10. What do you want readers to do after they close the book?
I want readers to recognize that the systems I describe in RAGEism aren't abstract - they're operating right now, in the clinical encounter they had last week, in the policy debates happening in their state legislature, in the algorithms making decisions about their healthcare access. And I want them to understand that those systems can be changed.
Practically, I want them to start advocating more assertively for themselves and the people they care about.
Bring a list to your doctor's appointment. Ask questions. Push back when your symptoms are dismissed. Use the language from the book - when someone tries to gaslight you about your own experience, name it. I want them to vote, and to vote with an understanding that health equity is on the ballot.
The frameworks in RAGEism aren't just academic concepts, they're tools for evaluating policy proposals, candidate platforms, and ballot initiatives. When you see a policy that would restrict reproductive access or gut Medicaid expansion, you're seeing the White Root Directive in action. When you see a candidate talking about "personal responsibility" for health outcomes while ignoring systemic inequities, you're seeing ethno-patriarchy at work.
I also want them to demand transparency and accountability from the institutions that shape their lives. If you're using a health app, read the privacy policy.

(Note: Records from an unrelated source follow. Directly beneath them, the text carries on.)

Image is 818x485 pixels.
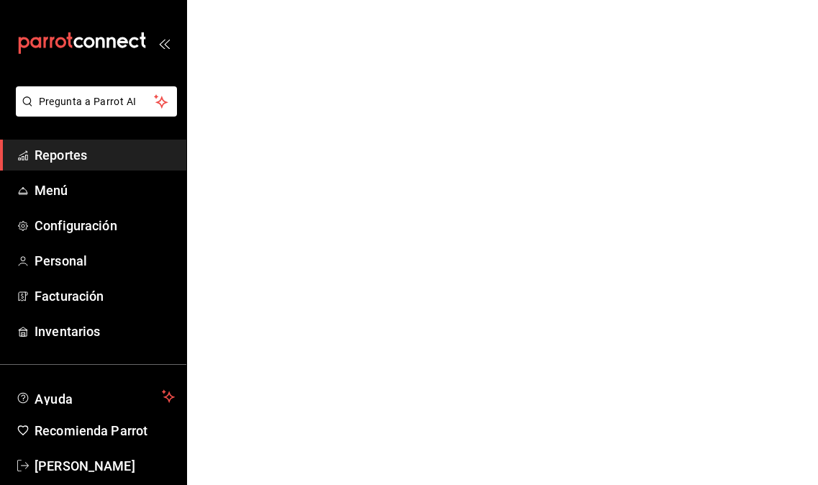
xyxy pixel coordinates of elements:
[158,37,170,49] button: open_drawer_menu
[35,216,175,235] span: Configuración
[10,104,177,119] a: Pregunta a Parrot AI
[39,94,155,109] span: Pregunta a Parrot AI
[35,421,175,440] span: Recomienda Parrot
[35,181,175,200] span: Menú
[35,145,175,165] span: Reportes
[35,322,175,341] span: Inventarios
[35,388,156,405] span: Ayuda
[35,456,175,476] span: [PERSON_NAME]
[35,251,175,270] span: Personal
[35,286,175,306] span: Facturación
[16,86,177,117] button: Pregunta a Parrot AI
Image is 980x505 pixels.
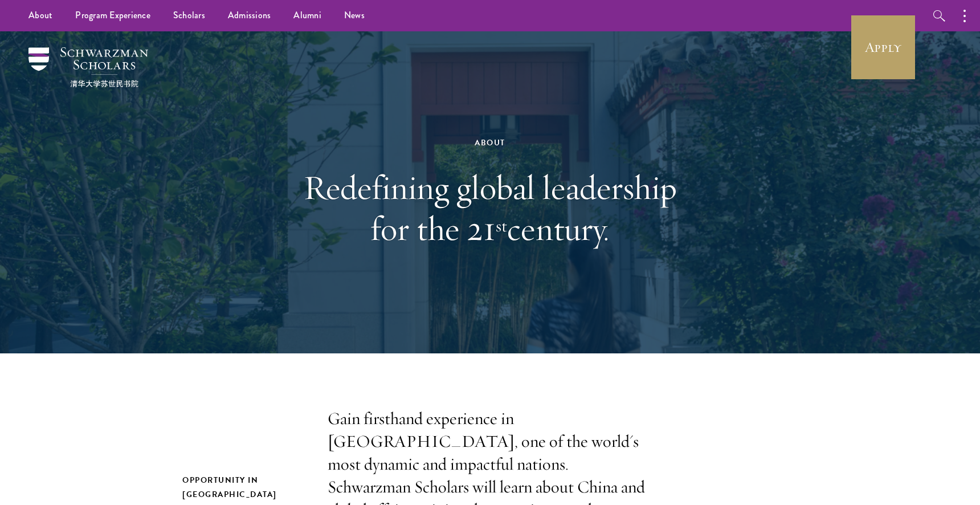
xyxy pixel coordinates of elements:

Ask your insurance company how they're using AI to make coverage decisions. Support organizations that are fighting for patient data rights.
And if you're a woman, especially a woman of color, I want you to know that your body is not the problem - the system is.
The exhaustion you feel navigating healthcare isn't your fault. The dismissal you've experienced isn't in your head. There are others fighting to change this, and your voice matters in that fight.
Ultimately, I want readers to move from individual survival strategies to collective action.
The book documents the problem, but the solutions require all of us working together to build something different.
In Conversation With

Dr. Maya Rockeymoore Cummings is CEO of HyperVigilant Inc., author of RAGEism: Racism, Ageism, and the Quest for Liberation Democracy, former Visiting Scholar at Johns Hopkins University SNF Agora Institute, and former Senior Fellow at Brookings. With 25+ years in policy research and advocacy, she's appeared on major networks and published widely.